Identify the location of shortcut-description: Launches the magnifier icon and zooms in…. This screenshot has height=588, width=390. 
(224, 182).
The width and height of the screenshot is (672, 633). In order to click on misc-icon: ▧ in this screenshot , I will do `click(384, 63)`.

◇ ◇ ◇

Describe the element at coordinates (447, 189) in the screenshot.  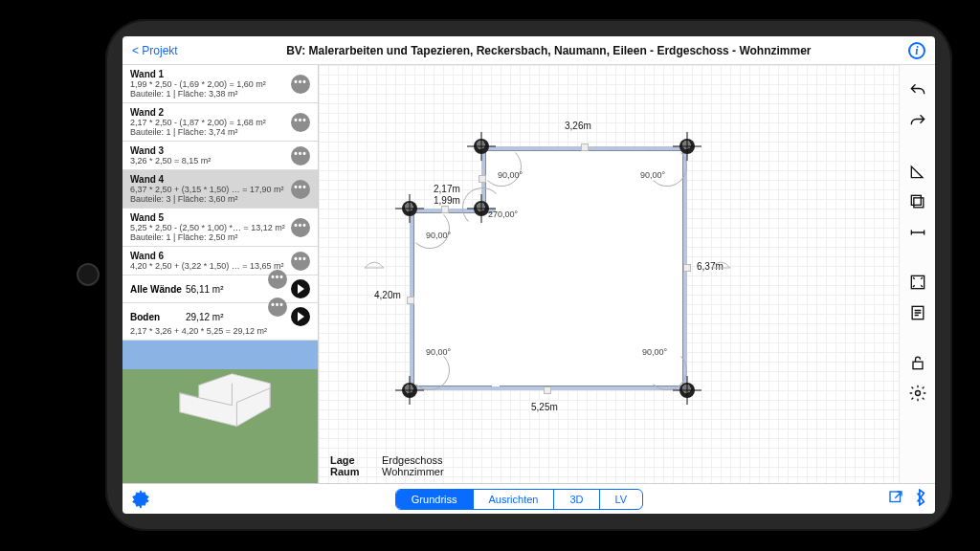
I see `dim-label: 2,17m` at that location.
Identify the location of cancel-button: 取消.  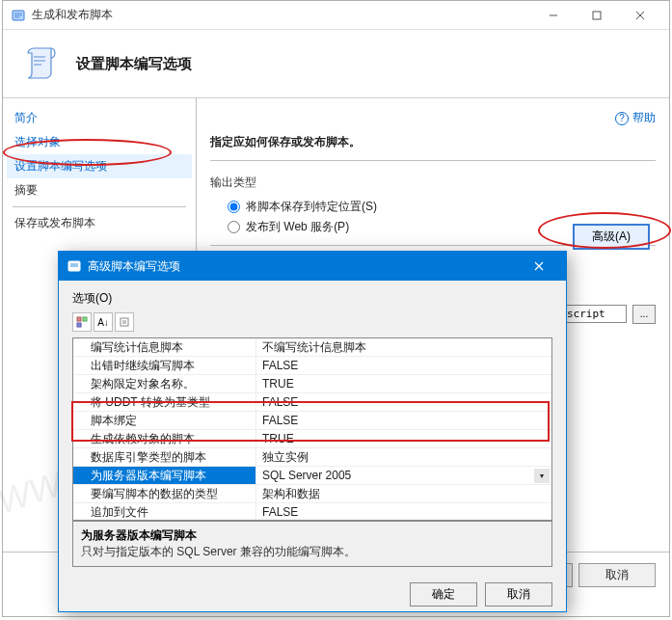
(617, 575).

◇ ◇ ◇

- **Assignment**
Look above for the line holding "Identify the location of shortcut-description: Launches", then set down exactly that line and every line after it up to and including the line holding "The width and", with nothing else.

- **Worked solution**
Identify the location of shortcut-description: Launches the magnifier icon and zooms in…. This screenshot has height=588, width=390. 
(224, 182).
The width and height of the screenshot is (672, 633). In order to click on misc-icon: ▧ in this screenshot , I will do `click(384, 63)`.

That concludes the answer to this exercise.